All of this cannot but raise concerns about the disconnection between recognised analytical gaps and stated social and egalitarian strategic priorities.  It also illuminates a broader pathology within the Fund, of recurrent tension between technocratic compulsions and legitimacy pressures.  Notwithstanding shifts in high-level IMF rhetoric, a continuing rigidity in mind-set and priorities represents a major roadblock limiting more substantive transformation.  In fact, the Fund’s reorientation of its prescriptive discourse on to more progressive, egalitarian territory, whilst remaining operationally within conventional economistic parameters that stress fiscal sustainability, serves not only to exacerbate its legitimacy problems but also inevitably limits the depth and efficacy of its actual social protection operations.

There exists, then, a paradoxical relationship between the Fund’s economistic predispositions and its quest for political legitimacy.  Mainstream economics normally provides a degree of technocratic or ‘scientific’ legitimacy to the Fund’s prescriptive discourse, but here the disciplinary strictures of an economics approach to inequality and social protection narrows the scope of policy response, undermining effectiveness.

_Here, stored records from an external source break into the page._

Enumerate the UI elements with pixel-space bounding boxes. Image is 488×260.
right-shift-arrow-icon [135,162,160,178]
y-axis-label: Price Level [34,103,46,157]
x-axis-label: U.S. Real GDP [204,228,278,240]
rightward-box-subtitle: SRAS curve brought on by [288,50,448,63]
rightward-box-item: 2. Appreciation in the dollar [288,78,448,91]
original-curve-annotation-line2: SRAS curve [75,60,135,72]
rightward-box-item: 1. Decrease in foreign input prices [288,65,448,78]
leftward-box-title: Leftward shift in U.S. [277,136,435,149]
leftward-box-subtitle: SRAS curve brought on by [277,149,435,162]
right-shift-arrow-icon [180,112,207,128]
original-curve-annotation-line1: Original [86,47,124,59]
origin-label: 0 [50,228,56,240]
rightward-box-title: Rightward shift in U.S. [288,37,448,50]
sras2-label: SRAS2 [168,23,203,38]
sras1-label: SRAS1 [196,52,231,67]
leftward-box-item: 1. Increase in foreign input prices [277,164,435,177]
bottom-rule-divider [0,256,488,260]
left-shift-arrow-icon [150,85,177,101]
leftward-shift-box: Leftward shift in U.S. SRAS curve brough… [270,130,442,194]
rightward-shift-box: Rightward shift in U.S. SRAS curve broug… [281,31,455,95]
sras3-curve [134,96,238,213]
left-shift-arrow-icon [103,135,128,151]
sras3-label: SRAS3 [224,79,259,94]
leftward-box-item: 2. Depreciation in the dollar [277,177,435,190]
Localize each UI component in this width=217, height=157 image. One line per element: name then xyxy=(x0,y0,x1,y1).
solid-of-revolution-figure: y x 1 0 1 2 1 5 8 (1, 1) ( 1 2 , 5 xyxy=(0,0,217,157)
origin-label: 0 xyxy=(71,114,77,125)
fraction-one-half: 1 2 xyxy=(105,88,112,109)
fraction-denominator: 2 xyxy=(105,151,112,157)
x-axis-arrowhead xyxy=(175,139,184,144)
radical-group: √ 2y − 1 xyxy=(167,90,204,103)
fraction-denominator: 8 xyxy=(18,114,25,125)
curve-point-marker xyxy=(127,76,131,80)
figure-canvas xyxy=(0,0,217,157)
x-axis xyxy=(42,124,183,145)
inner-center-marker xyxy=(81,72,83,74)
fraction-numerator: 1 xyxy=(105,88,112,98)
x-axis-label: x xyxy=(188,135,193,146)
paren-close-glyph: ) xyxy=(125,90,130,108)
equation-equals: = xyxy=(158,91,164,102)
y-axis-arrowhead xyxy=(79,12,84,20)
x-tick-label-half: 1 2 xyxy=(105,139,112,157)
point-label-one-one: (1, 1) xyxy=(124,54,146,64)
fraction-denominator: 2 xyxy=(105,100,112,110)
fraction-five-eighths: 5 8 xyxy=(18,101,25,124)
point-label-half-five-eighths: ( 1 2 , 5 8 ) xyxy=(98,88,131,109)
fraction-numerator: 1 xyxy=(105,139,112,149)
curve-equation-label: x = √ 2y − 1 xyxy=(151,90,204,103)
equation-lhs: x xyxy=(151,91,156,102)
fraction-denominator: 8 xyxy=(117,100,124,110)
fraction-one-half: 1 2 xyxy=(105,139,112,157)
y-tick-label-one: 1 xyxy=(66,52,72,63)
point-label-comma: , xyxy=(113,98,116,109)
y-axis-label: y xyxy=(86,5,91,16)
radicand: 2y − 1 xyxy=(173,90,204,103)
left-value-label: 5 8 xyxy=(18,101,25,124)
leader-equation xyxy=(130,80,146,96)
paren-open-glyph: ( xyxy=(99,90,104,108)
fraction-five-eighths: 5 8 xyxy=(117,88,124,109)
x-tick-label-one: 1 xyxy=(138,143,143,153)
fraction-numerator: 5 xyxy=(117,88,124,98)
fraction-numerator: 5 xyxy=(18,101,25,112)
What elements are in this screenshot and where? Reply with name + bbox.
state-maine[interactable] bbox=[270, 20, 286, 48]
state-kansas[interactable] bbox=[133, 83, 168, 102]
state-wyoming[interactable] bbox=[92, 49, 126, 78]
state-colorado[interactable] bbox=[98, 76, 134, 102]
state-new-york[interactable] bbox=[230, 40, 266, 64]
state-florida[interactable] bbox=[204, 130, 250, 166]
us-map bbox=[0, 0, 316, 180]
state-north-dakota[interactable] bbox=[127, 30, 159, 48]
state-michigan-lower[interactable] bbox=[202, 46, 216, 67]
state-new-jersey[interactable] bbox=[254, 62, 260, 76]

Nevertheless, the Fund still has the potential to play a pivotal role in constructing a ‘re-embedded post-neoliberal’ mode of reglobalisation.  Our identification of the paradox at the heart of its approach to tackling inequality underlines the need for the Fund to pursue its auto-critique of neoliberalism further to deliver its social and equality commitments.  This could be advanced by expanding recruitment to include more heterodox economists, and indeed non-economists, to develop different kinds of technical expertise in this and other macro-critical policy areas.

The IMF’s bolstered commitments to tackle inequality are unquestionably a significant shift within global governance.  Its new post-Lagarde leadership will have the opportunity to close the gap between rhetoric and practice that the IMF itself has recognised.

Read the other blogs in this series here, here, here, here, here, here and here.